Richard Frank ’62 is in business to prevent epidemics

AIDS, malaria and malnutrition claim millions of lives in the developing world every year. One approach to such problems is to provide free health products–condoms, malaria kits and vitamin supplements–to health clinics.

Richard Frank ’62 prefers a different tack: market and sell the items. He runs a nonprofit company in Washington, D.C., Population Services International, that does just that. PSI arranges for such products to be sold cheaply in poor countries because the company has found that selling them has two distinct advantages. First, when people have to pay for products, they are more likely to use them, Frank says. Second, selling items in retail stores allows the goods to reach more people.

“If you limit yourself to the public-sector clinics, you may only get a product out through 200 clinics,” Frank said. “But if you go to the commercial infrastructure, … 10,000 retailers will carry your product.”

Frank’s objective is not to make money. “Indeed, we lose money. Our objective is to give lower-income people the opportunity to have better health.” International agencies, governments and private foundations provide funding for PSI’s projects.

The company neither invents nor manufactures any of the goods that it distributes. Instead, PSI forms partnerships with governments and local businesses–from Kenya to Cambodia–to improve the public’s access to products such as insecticide-treated mosquito nets, and birth control. The company also designs marketing campaigns that are tailored to different cultures and coordinates with local distributors to make products widely available in stores.

PSI’s businesslike strategy focuses on results, and according to Frank, this distinguishes it from hundreds of other nonprofits dedicated to good causes. When it comes to effectiveness, he says, having an appealing mission is not enough.

“It seems to me the question is: Does it [have a] health impact?”

This insistence on doing what works has sometimes generated criticism on Capitol Hill. The Wall Street Journal reported that an aide to Sen. Sam Brownback, R-Kan., characterized a PSI ad campaign for condoms as “obscene” and “oversexualized.”

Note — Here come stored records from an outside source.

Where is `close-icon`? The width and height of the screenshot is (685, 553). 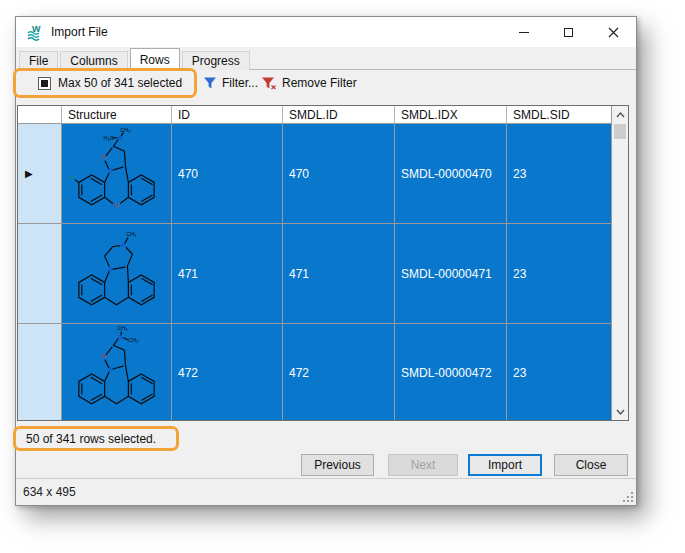
close-icon is located at coordinates (614, 32).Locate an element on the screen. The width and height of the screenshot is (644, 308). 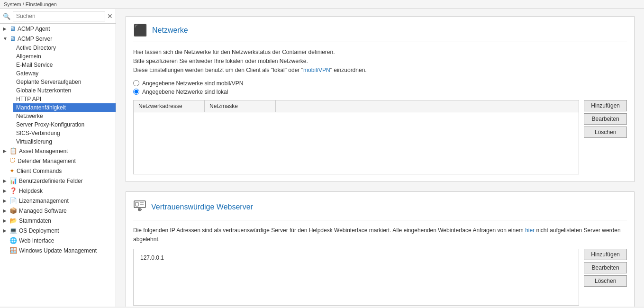
webserver-bearbeiten-button: Bearbeiten is located at coordinates (606, 268).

Frank countered that his approach to public health is in fact “conservative and old-fashioned” in its focus on effectiveness. It’s an approach he attributes in part to his legal training.

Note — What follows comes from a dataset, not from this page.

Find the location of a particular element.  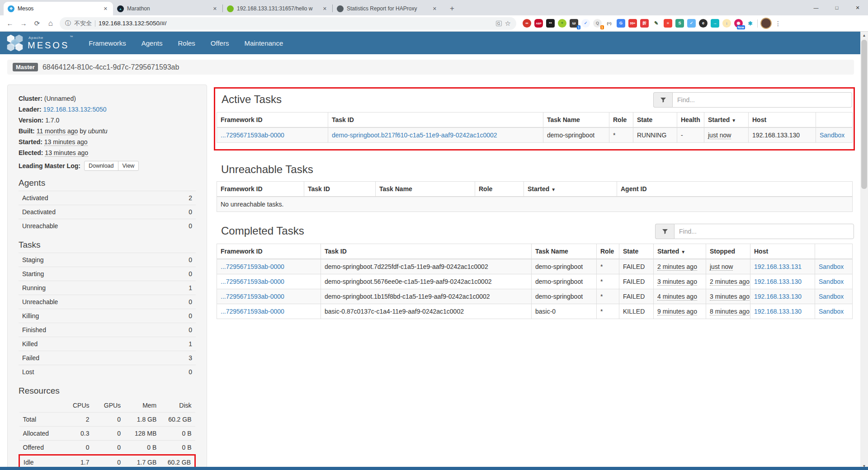

forward-icon: → is located at coordinates (24, 24).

“Harvard Law School says: Do it well. If it’s practicing commercial law, do it well. I don’t think that just practicing commercial law, which I once did, is the end-all,” he said. “So we’re doing something else. We’re giving lower-income people in developing countries the opportunity to have good health. Do that well.”

Frank has applied this philosophy not only in private practice but throughout his career. He held senior positions in government: undersecretary of commerce during the Carter administration, administrator of the National Oceanic and Atmospheric Administration and legal adviser for the U.S. State Department. He also served as director of the Center for Law and Social Policy, a nonprofit that focuses on helping low-income individuals.

PSI unites both the government-service and private-sector sides of Frank’s r&eactue;sum&eactue;. The organization coordinates with governments of developing nations and with international agencies like UNICEF, all the while using the marketing strategies of a private company like Procter & Gamble, Frank says.

If the numbers are any indication, PSI’s model is producing results. According to its Web site, the organization estimates that in 2004 its programs prevented 803,000 HIV infections, 6.1 million unintended pregnancies and 83.6 million cases of malaria.

Though the missions and the institutions have changed since he graduated from Harvard Law School, Frank said that his goal remains the same: “Do it well.”